When the Civilian Conservation Corps was begun in 1933 by Congress,
North Carolina was allowed to place 6,500 unemployed young men, who would be
trained at Fort Bragg. The requirement were that the men be fit, unmarried,
unemployed and between the ages of 18 and 25. They had to be citizens and have
dependents to whom they would allot a substantial portion of their $20 per month
cash allowance. In the 1930s, dependents did not mean wife and children. It
meant mothers, fathers, and brothers and sisters still living at home. The
state selected the men.
“The young unmarried men are being selected partly because
of the type of work and camp life involved, and partly because young unmarried
men have had the great difficulty in recent years in securing either work or
relief. Some of them never have had a chance to hold down a job since they left
school. The work is reserved for those men who have dependents and want to help
them, rather than for unattached, homeless transients because the money can be
used more productively if it benefits whole families rather than individuals.
“Married men are not being selected unless resident in the
vicinity of the forest camp, because it is believe it would be less fitting to
separate married men from their families for a six-month period on the basis of
a cash allowance of $30 per month, which is all that can, at present be paid
for the work. Expansion of other public works, however, is a prospect reserved
for such married men.
“There is no discrimination being made in the selecting of
the young men for the work except that no person ‘under conviction for crime or
serving a sentence shall be employed.’”
Here is Robert Fechner’s address to the first class of young men
leaving after 6 months of service with the Civilian Conservation Corps, March
24, 1934. Fechner was director of Emergency Conservation Work. North Carolina
had 6,500 men in the C.C.C. Some chose to leave after their six-month
enlistment was up, and others chose to re-enlist for a second six months.
This week will be the last time which many thousands of you
men now in the Civilian Conservation Corps will spend in Emergency Conservation
Work. For the past six months or longer you have been a part of one of the most
important projects ever attempted by any government. I congratulate you for
having had the opportunity of such an experience. I congratulate you for the
manner in which you performed your task.
Many of you came onto the job knowing little about work,
less about natural conservation, and not very much about human relations.

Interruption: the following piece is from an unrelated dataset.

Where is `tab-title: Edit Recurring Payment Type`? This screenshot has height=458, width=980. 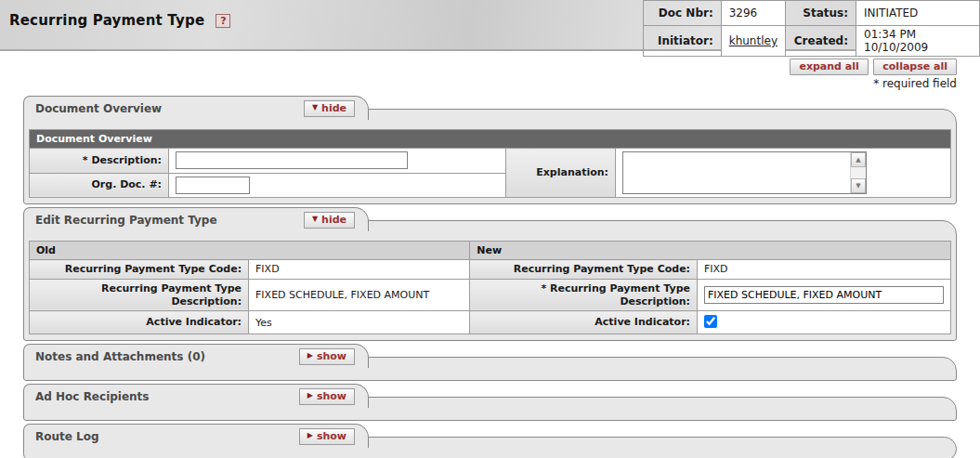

During the months which you have lived in the C.C.C. camps you have been
brought into contact with many things new to you. You have come to learn much
about trees and forests and the enormous part they play in the economic life of
all of us.
Some of you have labored at the job of fighting diseases
which kill trees. Others of you have worked in the fields checking soil
erosion, a condition brought about by the absence of trees. Nearly all of you
have fought your share of forest fires or you have done that precautionary work
to check or reduce the hazards of such fires.
But, in addition to your work, you have lived healthy,
out-of-doors lives in camp. You have lived closely with other men. You have
been, many of you for the first time, on your own, so to speak. You have been
brought under the influence of a measure of discipline.
Few of you have gone through this great experience without
learning many things. You have learned what it is to work—to do hard labor with
your hands—building trails and fire lanes, cutting and planting trees, building
dams and almost countless other forms of conservation work. You have learned
much about nature; its beauty and its economy. You have gained an understanding
of the necessity for conserving our forest lands and reclaiming thousands of
acres which each year is ruined through soil erosion.
In your life in camp you have learned the benefits of a
healthy body. Through your associations in camp you have learned something
about how to “get along” with other men—that it’s a give-and-take proposition.
By your contact with Army officers and forestry officials you have learned to
stand up under discipline—a valuable thing to learn early in life.
And as you leave the C.C.C. and go back to your life in the
cities and towns, to other jobs and other interests, I should be happy if you
would take these things with you. You will find them of untold value, to
yourself in your personal life, to the work in which you devote the rest of
your years and to the nation of which you form a part quite as much as you did
of the Civilian Conservation Corps. You will look back upon the time you spent
in the C.C.C. as a great adventure—a great teacher. It has been just that. That
is why I congratulate you.
And it is because of this very thing—to give as many young
men as possible an opportunity to gain the advantages of Emergency Conservation
Work, that the President has directed that service in the C.C.C. be limited to
one year. He saw the possibilities for both the forests and the young men of
the country in this gigantic emergency work. It was one of the first steps
toward economic recovery he took after entering office. I know that he is
pleased with the success which h so far has attended this endeavor and that he
is proud of you men who have made it possible. It is through the spirit
manifest by such men as you that a national survives and progresses.
I know you will go back to your homes sounder in body and
happier in mind. May you continue so always—and good luck to you.